I smile at her. For a second, she’s five years old and we’re back in our living room in Romen, splayed out on the floor, watching Spinsters stroll the purple carpet at the State of the Guild address.
We were innocent then, seeing only the beautiful surface of Arras’s elite class. Knowing Amie still studies dresses makes me feel as though a balloon filled with happiness is inflating inside my chest. Somehow, even with everything she’s been through, this hasn’t changed. It brings me hope.
“You would make beautiful dresses,” I tell her. And you’ll be safe doing it, I add silently. No one would spare a second thought for a seamstress.
“Perhaps she’d make a better Spinster,” Pryana suggests.
“Oh, I still want to be a Spinster,” Amie says, grabbing my hands. “Don’t worry, Adelice. I’ll make you proud.”
Behind her Pryana raises an eyebrow.
That’s about the last thing that would make me proud, but I don’t say this in front of the group. To my surprise, the same concern seems to be reflected in Pryana’s eyes.
They could only spare two seamstresses for our fitting and Amie insists on watching Pryana and me go first.
“This is my favorite part. I like to learn how they do it and it’s hard while you’re the one being fitted,” she explains. Pryana and I glance at each other but we don’t argue with her. I climb onto the platform and a girl begins measuring my arms. Pryana stands directly across from me and it’s like looking in a warped mirror as the seamstresses stretch the tapes across our limbs. Over our busts. Around our waists. Pryana not only seems older to me now, if only slightly, but I realize, as we stand parallel to each other, that she looks older as well.
Pryana isn’t the girl she was when I met her during orientation. Not anymore. That first day Pryana was wild, asking questions without pause and fluttering her eyelashes at the valets and officials. She was everything a Spinster could be. She believed in her role here, and her right to hold it. Now she’s composed and polished. But underneath the veneer of self-assurance something is broken. I know how this happened, of course. I know she was set to be my replacement both as Creweler and as Cormac’s wife. For a girl with as much ambition as Pryana once displayed, rejection must have destroyed something vital in her.
But she isn’t trying to kill me. At least I don’t think she is. It’s a start.
“You’ve lost weight,” the seamstress says to me, checking her chart. “It’s been too long since your last fitting.”
The measurements on file are not that old. I stood on a platform like this less than four months ago by my time, preparing to escort Cormac to the State of the Guild, but to the seamstress those measurements are two years old. A lot of time has passed in Arras since I escaped to Earth. But for me, I’d only been gone for a few months. I couldn’t exactly explain that to the seamstress.
“She must not be eating enough,” Pryana says, and for one second there is a flash of the old Pryana, the one who could be equal parts clever and cruel. A sudden thought sends a chill up my spine: Why hasn’t Cormac altered her memory or wiped it completely?
The seamstress is encouraged by Pryana’s participation and continues: “I can’t understand why they would let you go this long between fittings, especially with the amount of traveling you’ll be doing soon.”
“Traveling?” I ask.
Amie looks up from the chart she’s swiped from the seamstress and laughs. “Didn’t Cormac tell you? This was his idea. He said you would need appropriate clothing for your trips.”
They all wait for my reaction but I shrug. “He’s not the most talkative.”
“Not lately,” the seamstress says, popping a pin from between her gritted teeth and fastening a swath of fabric around my waist.
“Maybe Adelice and Cormac are too busy to talk,” Pryana suggests. Amie looks horrified but the seamstresses giggle.
“Don’t,” Amie warns. “You’ll make me sick.”
“You aren’t excited about the wedding?” Pryana’s seamstress asks Amie.
Amie looks torn between shaking her head and nodding. “I’m happy for them, but Ad is my sister and Cormac is like my father.”
A wave of revulsion tumbles through my stomach. Like my father. Cormac is the reason she has no father. He took that away from her and now he dares to assume the role. I know better. Amie is a pawn—as expendable as anyone else in this twisted game. If he ceases to need her, she’ll be tossed down to Earth or left to waste away in a coventry without a second thought. I can’t imagine him expending enough energy to love a child.
“That does make things … complicated,” the seamstress says. I wonder if my relationship to Amie is common knowledge or not.
“But your bridesmaid’s dress will be beautiful,” Pryana says, directing Amie’s attention away from the painful topic. “And I imagine you’ll probably wear it on the purple carpet.”
“Do you think so?” Amie practically squeals the question.
“I’m sure the wedding will be a gala event.”
“What if I’m not invited?”
No part of me is looking forward to my nuptials with Cormac. But despite that, there is a little part of me that can see Amie fussing with my train and holding my bouquet.
“You’re invited,” I say. If I actually go through with the wedding, I dare Cormac to tell me my sister can’t come.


[TASK REQUIREMENTS] All records, exactly as written, minus the pictures: copy them out.

[DATA TO USE]
···

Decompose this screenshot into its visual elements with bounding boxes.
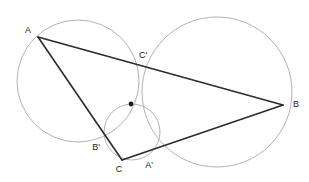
label-point-B: B: [293, 99, 299, 109]
label-point-C: C: [116, 164, 123, 174]
geometry-figure: A B C A' B' C': [0, 0, 309, 182]
center-point-dot: [129, 102, 134, 107]
geometry-canvas: A B C A' B' C': [0, 0, 309, 182]
label-point-A: A: [25, 25, 31, 35]
figure-background: [0, 0, 309, 182]
label-point-B-prime: B': [92, 142, 100, 152]
label-point-C-prime: C': [139, 50, 147, 60]
label-point-A-prime: A': [145, 160, 153, 170]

···

[TASK ANSWER]
Decompose this screenshot into its visual elements with bounding boxes.
label-point-B: B: [293, 99, 299, 109]
label-point-C: C: [116, 164, 123, 174]
geometry-figure: A B C A' B' C': [0, 0, 309, 182]
center-point-dot: [129, 102, 134, 107]
geometry-canvas: A B C A' B' C': [0, 0, 309, 182]
label-point-A: A: [25, 25, 31, 35]
figure-background: [0, 0, 309, 182]
label-point-B-prime: B': [92, 142, 100, 152]
label-point-C-prime: C': [139, 50, 147, 60]
label-point-A-prime: A': [145, 160, 153, 170]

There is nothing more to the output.